Last updated: 04 July 2026 08:17 UTC
Cumulative inbound coverage
How completely the frameworks we cross-walk collectively cover this — the verdict is the strongest single mapping (overlapping partials are not summed); breadth shows the corroboration behind it.
Collective: full · 4 mapping(s) from 2 framework(s): ATT&CK 3 (mostly) · OWASP-Web 1 (full)
OWASP Top 10 for Web (2025)
This weakness contributes to A04:2025 Cryptographic Failures.

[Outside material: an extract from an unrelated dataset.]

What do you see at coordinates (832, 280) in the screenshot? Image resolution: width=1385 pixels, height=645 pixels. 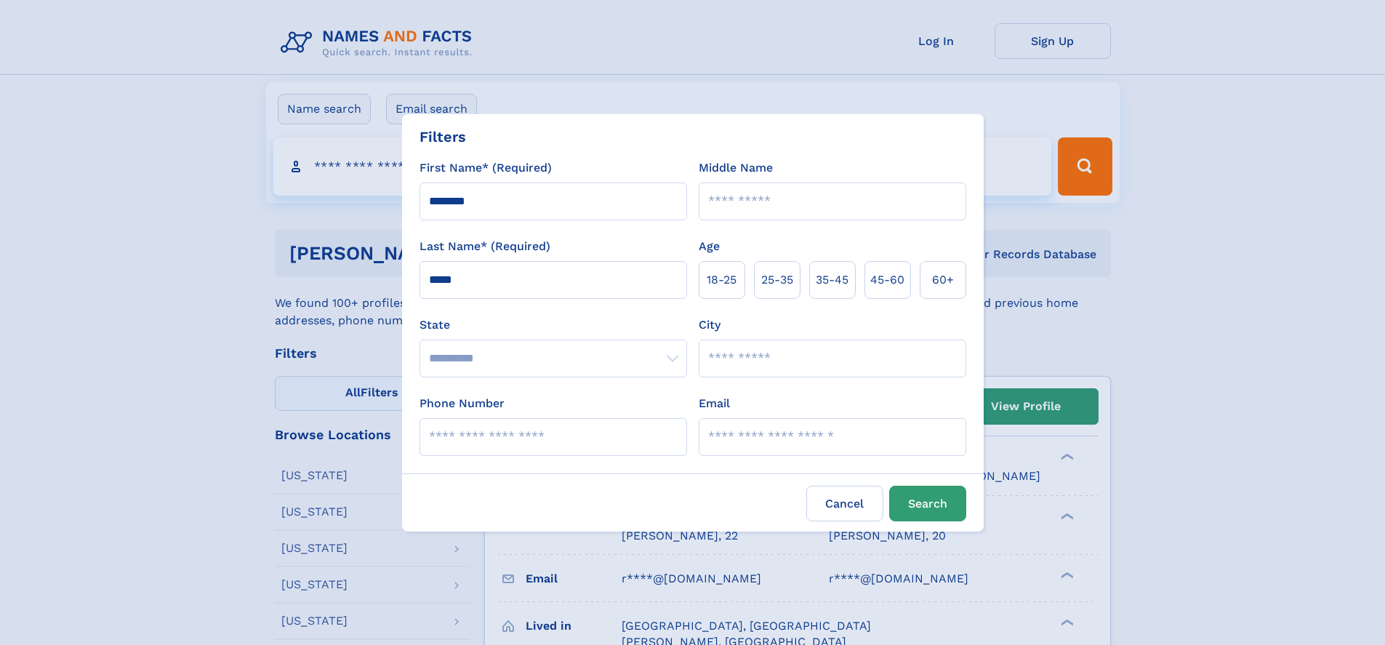 I see `span: 35‑45` at bounding box center [832, 280].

NIST 800-53 r5 controls that address this weakness (1)AI
| Control | Title | Family | Why it addresses this CWE |
|---|---|---|---|
AT-5 | Contacts with Security Groups and Associations | AT | Security associations provide guidance on proper one-way hash usage including salting, reducing the chance of unsalted implementations. |
MITRE ATT&CK techniques this weakness enables
Our own two-way CWE↔ATT&CK cross-walk — a direct mapping with no public source (the CWE→CAPEC→ATT&CK chain leaves most top weaknesses, incl. XSS and SQLi, mapped to nothing). Drafted by Grok and spot-checked by Claude Opus 4.8.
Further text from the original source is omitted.